Now that you have only implemented the dependency resolution of JS files, let’s consider other types of files. For other types of file parsing, consider using plug-ins to support external customizations.
\
Image and other file resources plug-in
Directly as a file, no dependencies.
CSS style resource plug-ins
Object file generation
After the module is parsed, we get a dependency tree with the package entry as the root node. The whole dependency tree only has the information of the source file. We need to traverse the whole dependency tree, process each node, and convert it into the target file. The translation of each node is also part of the compilation section above.
For JS we need to convert the AST into a runnable JS string. This step is relatively easy to parse, there is no need to do state backtracking, all the states are known.

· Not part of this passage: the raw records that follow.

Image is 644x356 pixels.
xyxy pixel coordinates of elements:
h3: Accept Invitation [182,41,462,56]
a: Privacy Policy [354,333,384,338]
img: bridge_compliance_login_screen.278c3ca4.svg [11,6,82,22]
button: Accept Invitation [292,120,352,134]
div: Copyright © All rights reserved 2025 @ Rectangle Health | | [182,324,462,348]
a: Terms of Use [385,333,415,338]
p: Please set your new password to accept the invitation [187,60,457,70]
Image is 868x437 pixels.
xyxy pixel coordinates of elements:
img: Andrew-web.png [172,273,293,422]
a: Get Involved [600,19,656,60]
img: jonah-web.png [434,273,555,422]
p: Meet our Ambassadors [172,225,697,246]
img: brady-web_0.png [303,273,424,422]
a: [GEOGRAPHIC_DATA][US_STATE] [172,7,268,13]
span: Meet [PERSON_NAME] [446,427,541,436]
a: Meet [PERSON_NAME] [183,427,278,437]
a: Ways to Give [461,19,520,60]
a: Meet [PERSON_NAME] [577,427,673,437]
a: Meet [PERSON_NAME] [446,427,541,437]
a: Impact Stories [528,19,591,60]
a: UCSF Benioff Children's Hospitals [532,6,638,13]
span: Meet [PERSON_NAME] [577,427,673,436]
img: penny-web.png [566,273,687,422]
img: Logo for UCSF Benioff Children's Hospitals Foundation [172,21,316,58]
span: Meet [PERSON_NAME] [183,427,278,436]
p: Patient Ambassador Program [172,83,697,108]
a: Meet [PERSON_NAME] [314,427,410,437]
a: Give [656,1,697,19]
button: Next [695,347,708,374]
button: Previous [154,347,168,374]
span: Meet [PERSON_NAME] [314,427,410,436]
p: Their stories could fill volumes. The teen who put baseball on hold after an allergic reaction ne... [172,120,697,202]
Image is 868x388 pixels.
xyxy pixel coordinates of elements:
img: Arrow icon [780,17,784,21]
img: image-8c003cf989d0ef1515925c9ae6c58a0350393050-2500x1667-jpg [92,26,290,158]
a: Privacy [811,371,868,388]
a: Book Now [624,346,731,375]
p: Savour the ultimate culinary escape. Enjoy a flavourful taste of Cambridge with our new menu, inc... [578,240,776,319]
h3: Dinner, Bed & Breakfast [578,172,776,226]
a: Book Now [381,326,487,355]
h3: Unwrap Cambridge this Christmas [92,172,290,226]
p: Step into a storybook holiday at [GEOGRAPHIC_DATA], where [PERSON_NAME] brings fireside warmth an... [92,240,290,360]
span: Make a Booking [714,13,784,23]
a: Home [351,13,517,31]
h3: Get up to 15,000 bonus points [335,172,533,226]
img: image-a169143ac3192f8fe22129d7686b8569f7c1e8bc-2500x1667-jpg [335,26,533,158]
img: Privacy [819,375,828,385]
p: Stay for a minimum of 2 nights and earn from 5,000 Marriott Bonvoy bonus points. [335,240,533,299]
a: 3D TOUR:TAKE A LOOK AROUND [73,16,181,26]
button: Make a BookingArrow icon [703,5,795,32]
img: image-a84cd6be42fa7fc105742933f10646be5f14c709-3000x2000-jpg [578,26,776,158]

Post the code, focusing only on the inport export part.
\
For image files, we go straight to base64 String.
For the CSS file, all our object code needs to do is create the style tag, inline its content, and insert it into the head.
packaging
The object code for the entire tree is also generated. We then iterate based on this tree, wrap each module with a function, use the keyword of CMD specification as the function input, store all modules in a big map, key is the file relative project path, value is the module execution function.
Insert the generated Map string into the following runtime code, output to the target file, and you’re packaged!
In the picture aboveROOT_MOD_HOLDERIs replaced with an object code map for all modules.
ROOT_PATH_HOLDER is replaced with the key of the start entry.
Module runtime, each module is executed only once, and the execution results are saved under exports for later use.
Practical example
Here we run a demo, will contain styles, and a variety of JS modules, for an overall functional demonstration.
Function demonstration, code reference at the end of the address. Interested can download down to run a run.
Packaged code
conclusion
Through this article, we have gained a deeper understanding of the front-end build packaging tool. You learned about the processes of packaging and what each process needs to do. It also includes what modern packaging tools need, such as packaging of non-JS files.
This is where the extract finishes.